The healthcare layoffs, while concerning, likely prove less economically disruptive than manufacturing displacement because healthcare systems often absorb workers into different roles or related facilities. Administrative rationalization at Indiana University Ball Memorial Hospital may not reduce overall healthcare employment in the county if affected workers transition to other healthcare employers.

The concentration of layoffs in Muncie creates localized labor market adjustment challenges despite county-level labor market tightness. If BorgWarner or a similarly large employer contracts significantly, Muncie's localized unemployment could spike even as Indiana's statewide rate remains low, creating friction in the job search process and reducing workers' bargaining power in wage negotiations.

H-1B and Foreign Worker Hiring: Limited Direct Connection

Indiana's H-1B visa petition data reveals extensive reliance on foreign-born skilled workers, with 35,927 certified petitions from 4,903 employers. The state's H-1B hiring focuses heavily on technology and engineering roles, with top petitioners including CUMMINS INC. (3,342 petitions), Tata Consultancy Services Limited (1,268 petitions), and INFOSYS LIMITED (934 petitions).

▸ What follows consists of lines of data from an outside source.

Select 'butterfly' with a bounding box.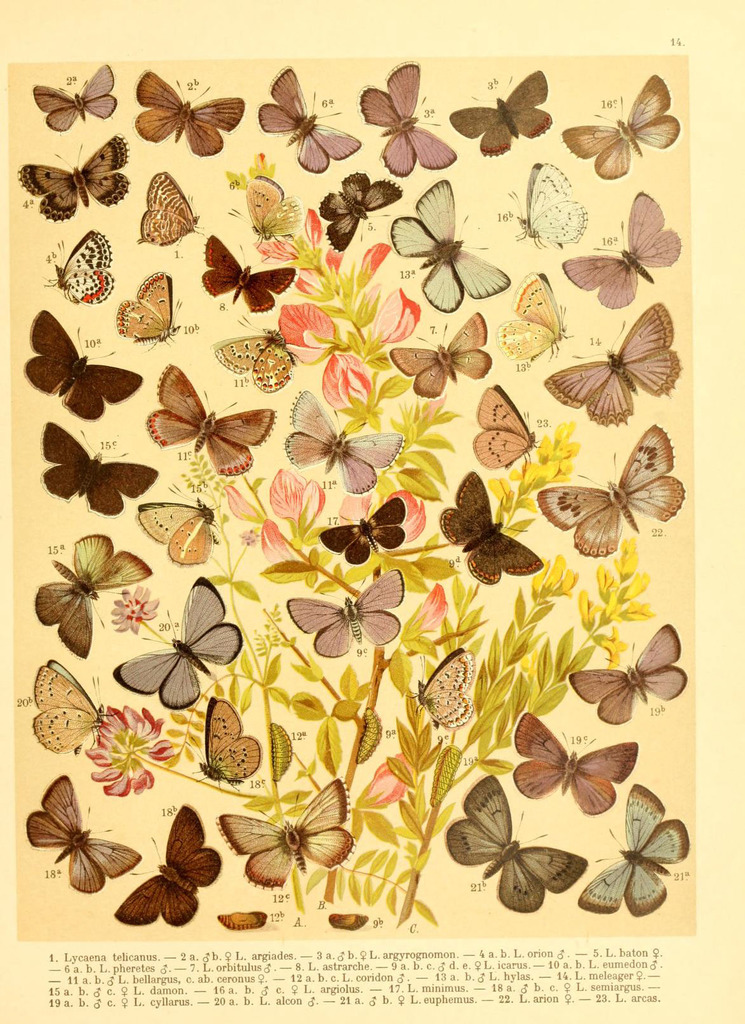
[566, 621, 685, 730].
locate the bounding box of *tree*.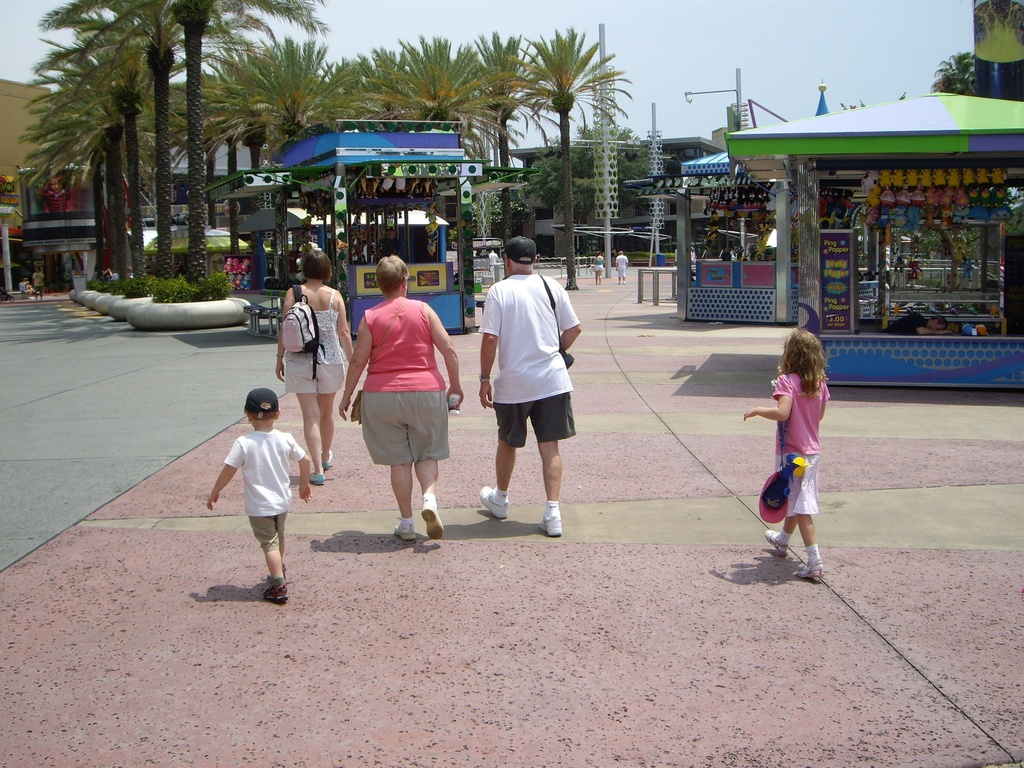
Bounding box: left=510, top=32, right=636, bottom=302.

The WARN notice data from Delaware County shows no direct overlap between major H-1B employers and major WARN filers. BorgWarner, while a global automotive supplier likely employing H-1B visa holders at some facilities, does not appear prominently in Indiana's H-1B petition data. This suggests that the company's 750-worker reduction likely affects domestic workers rather than representing a substitution pattern where foreign workers replace laid-off Americans.

The absence of H-1B petition data for Delaware County's major WARN filers suggests that the county's displacement stems primarily from demand destruction, cyclical downturn, or structural industry change rather than from labor substitution dynamics. This distinction is economically important: it indicates that Delaware County's layoff challenges reflect sector-wide challenges rather than specific employer strategies to replace American workers with visa holders.

Conclusion: Structural Adjustment in a Manufacturing-Dependent County

Delaware County faces a labor market transition driven by manufacturing sector vulnerability, retail disruption, and healthcare consolidation. While the county's position within Indiana's robust labor market provides some buffering, the concentration of employment in vulnerable sectors and the geographic concentration of layoffs in Muncie create localized economic challenges. The acceleration of WARN notices since 2018 suggests these pressures are intensifying rather than abating, warranting continued attention to economic diversification and workforce development initiatives aimed at facilitating transitions to higher-value service and technology sectors.